Half the places I tried to go in San Salvador were closed. It was Monday and the Museum of Popular Art didn’t open until Tuesday. A café I’d been recommended was shut until Wednesday. And when I arrived at the Museum of the Word and Image, there too I was faced with a locked door. I’d got there in the middle of a two-hour lunchbreak. So I stopped a the little cantina next door. Even to call it a cantina was to say too much. It had a concrete floor, corrugated iron roof, and chicken wire walls. The kitchen was an open wood fire and a couple of sinks. But the corn tortillas were excellent: soft, tasty. They took me back. There was a time when I’d eaten nothing but beans and tortillas, occasionally spiced up with a bit of chile pepper, for almost a month. That got old, soon. But for now I welcomed a proper hand-made tortilla, nothing like the thin and flavorless factory products found in Mexico and Mexican restaurants throughout the world.
But Salvador’s national food is the pupusa: a tortilla stuffed with cheese or beans. You can buy them hot off the grill at any market or street corner in provincial towns. A few days later, amid the bustle of a place called San Francisco Gotera in which the central plaza was over-run by market stalls, I sat down for some pupusas. Hot, greasy, overloaded with melted cheese, they were delicious. They came with assorted pickled vegetables that I scooped up with the tortilla and my fingers. I downed the sweet, tepid coffee that was also on offer. And asked to pay. I didn’t quite understand reply, but I knew it was three something. I proffered three dollars, only to receive a laugh and two dollars twenty-five in change. It turns out that the Salvadorans, who abandoned colones for their currency and now rely on US greenbacks and coins, talk in terms of “coras” or “quarters.” The meal had been three quarters. Seventy-five cents, and no thought of taking advantage of my confusion.
Back at the museum, I decided to try my luck and ring the bell to see if they’d let me in anyway. A woman answered and after a brief consultation welcomed me inside. But it wasn’t quite what I’d expected. I’d thought that this would be a monument to the war experience. I was somewhat chastened to discover instead an emphasis first on the indigenous culture of the West, and second an exhibition in preparation on the noted painter Salarrué. I was a fairly unabashed war tourist, but here I was brought up short. But in one room was a doorway covered by a rough mat curtain, on which was pinned a note saying “You can open this curtain at your own risk... Reconstruction of the ‘Cave of Passions,” in La Guacamaya, Morazán, 1982.”

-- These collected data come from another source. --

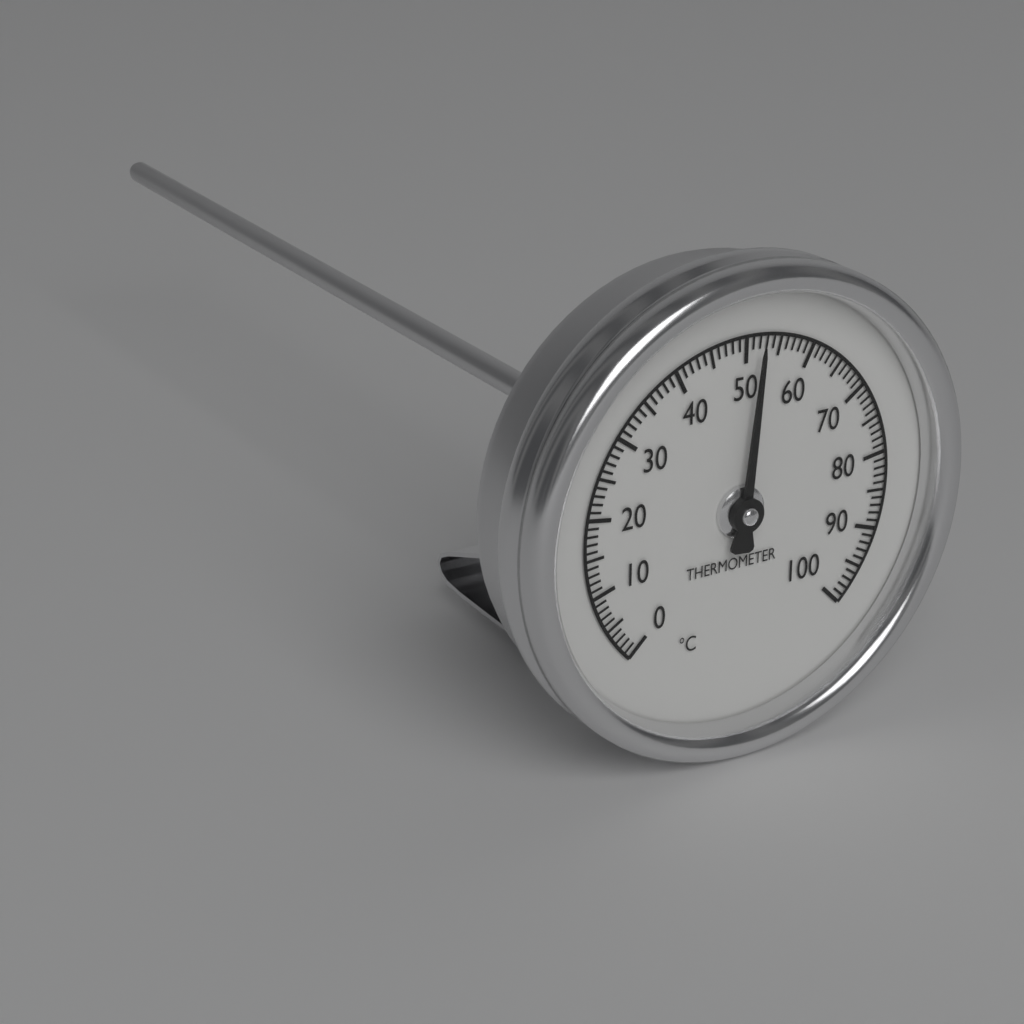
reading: 52 °C
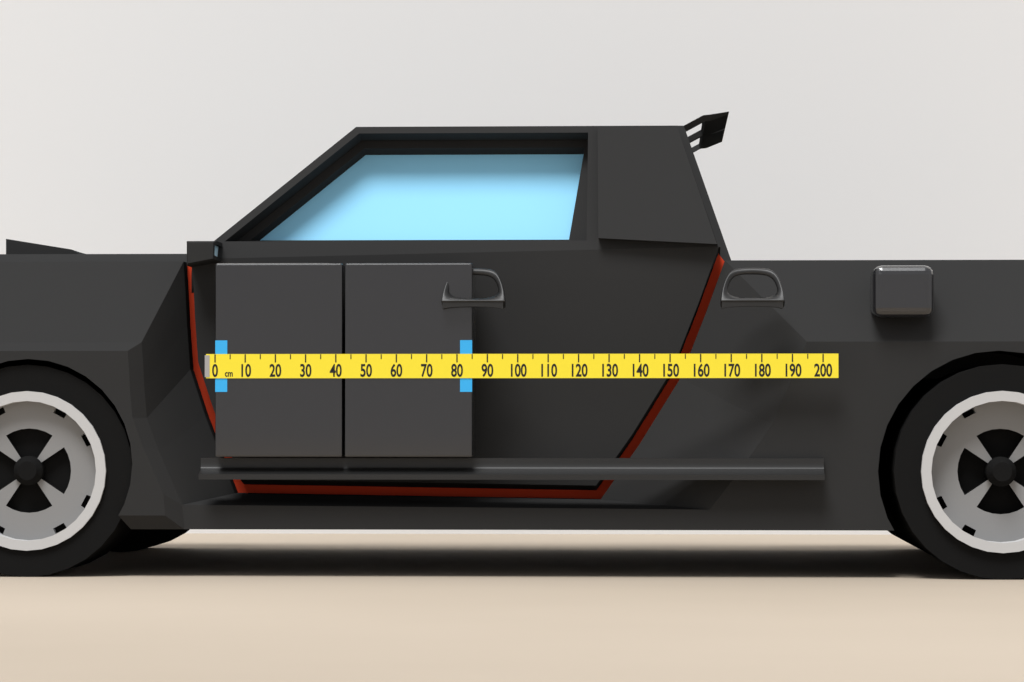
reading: 85 cm
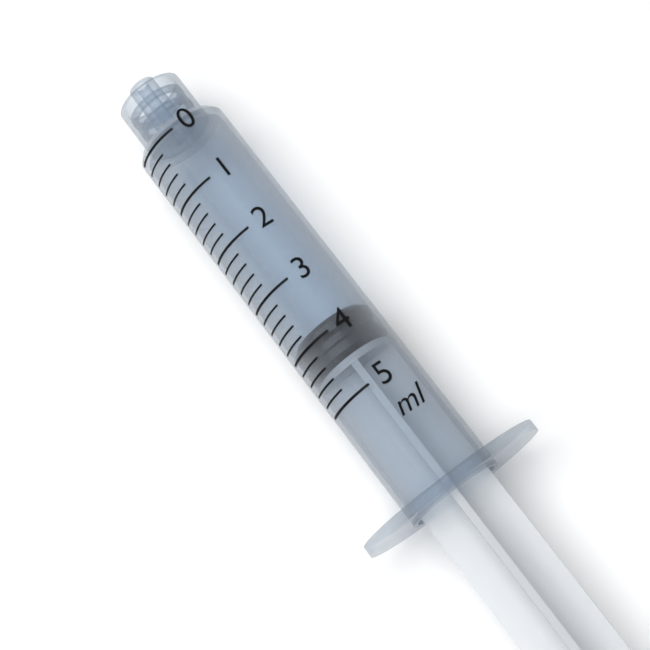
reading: 3.8 ml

I took the risk and moved the cloth aside, to find a darkened room with a couple of chairs and a bank of aged radio equipment. This was the small homage to Radio Venceremos, the guerrilla radio, in the museum run by its most famous representative, a man who still went by his nom de guerre of "Santiago.".
But it was as though hiding the “cave of passions” were both a rebuke to the over-nostalgic seeking to relive some kind of war experience, and also a reminder to others of passions that still lay just a twitch of a curtain away. It was a gesture of showing and not showing, insisting either way that there was more to the country than you might have thought.